Concretely, the novitiate is a focused period of formation and discernment normally lasting one year. During this time, a novice participates in the prayer life of the community, in addition to spending specific periods of the day in private prayer and spiritual reading. After prayer he will work at his assigned “house-hold” chores and attend a variety of classes offered by the fathers of the community. The classes are all on topics relevant for such a period of discernment and formation within the monastery: Cistercian History, Rule of St. Benedict, Biblical Prayer and the Psalms, Church History, Latin, Theology of the Spiritual Life, Theology of Liturgy, Theology of St. Bernard, Gregorian Chant and the Constitutions of the Cistercian Order. The classes are intended to educate the novice about life in the monastery, but they are not designed to simulate the pressures of graduate studies. In fact, efforts are taken to ensure that the novice lives in a relatively free environment that promotes the clarity of mind and availability of heart necessary for such a time of discernment.

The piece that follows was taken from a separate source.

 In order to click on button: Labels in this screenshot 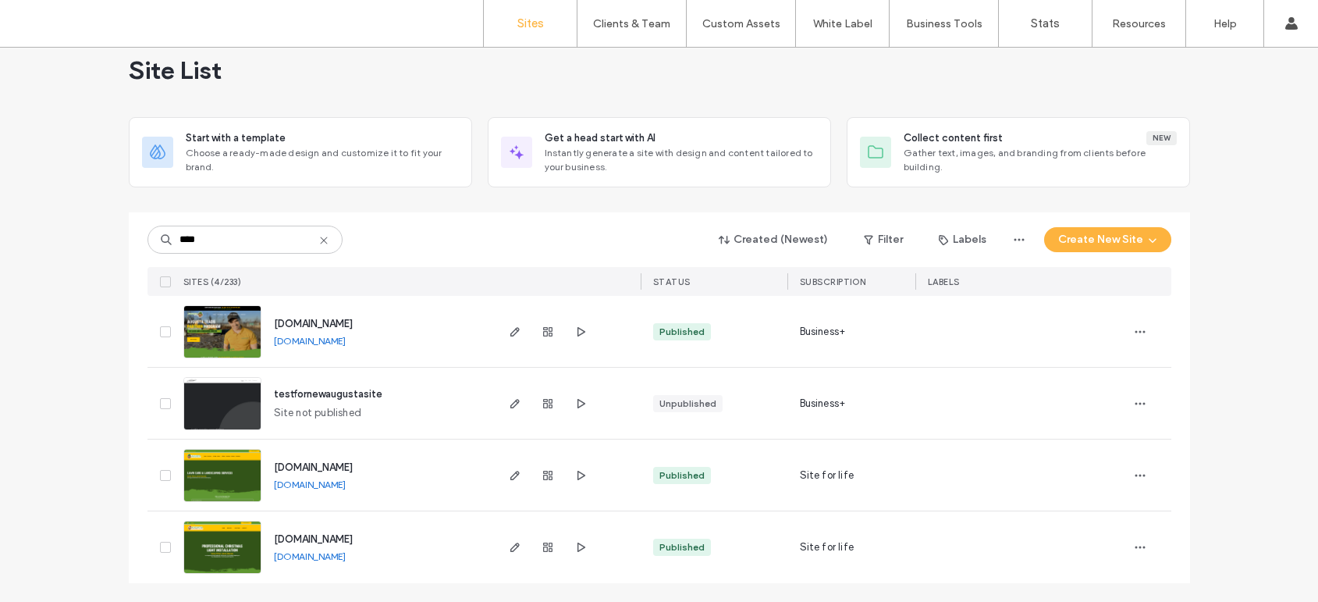, I will do `click(962, 240)`.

Br. Anthony (left) plays with Form IV Retreatants.

Br. Anthony (left) plays with Form IV Retreatants.

Within a framework established by the novice master, novices are given the opportunity to recreate individually, with each other and with other members of the monastery. While silence is observed in the monastery after the nightly rosary and before the end of breakfast, novices are encouraged to speak and to foster supportive relationships within the community. Recreation is essential for a healthy life; novices, therefore, are encouraged to spend certain, specified periods of time in a healthy form of relaxation. They are, furthermore, required to spend appropriate amounts of time exercising and sleeping. Certain forms of recreation, however, such as the internet when used for entertainment or social media, are not permitted.

In order to assist the novice in the establishment of a new life, he is allowed only limited contact with his family and friends. Under normal circumstances, one email or phone call every four to six weeks is considered appropriate. All of a novice’s material needs – any toiletries, new clothing, school supplies, and so on – should be sought from the monastery, since he is not permitted to buy or to receive gifts or to possess any money outside the discretion of the novice master.

Above all, a novice’s most important task is to listen to the voice of God speaking to him through life in the monastery. Through his participation in the prayer and life of the community, he joins not only his brothers in the monastery, but also the countless other monks who have gone before, in the effort to follow Christ lovingly in the “labor of obedience” (Rule of St. Benedict, Prologue), together offering their bodies and lives as a living sacrifice to our Almighty God and Father (cf. Romans 12:1-2).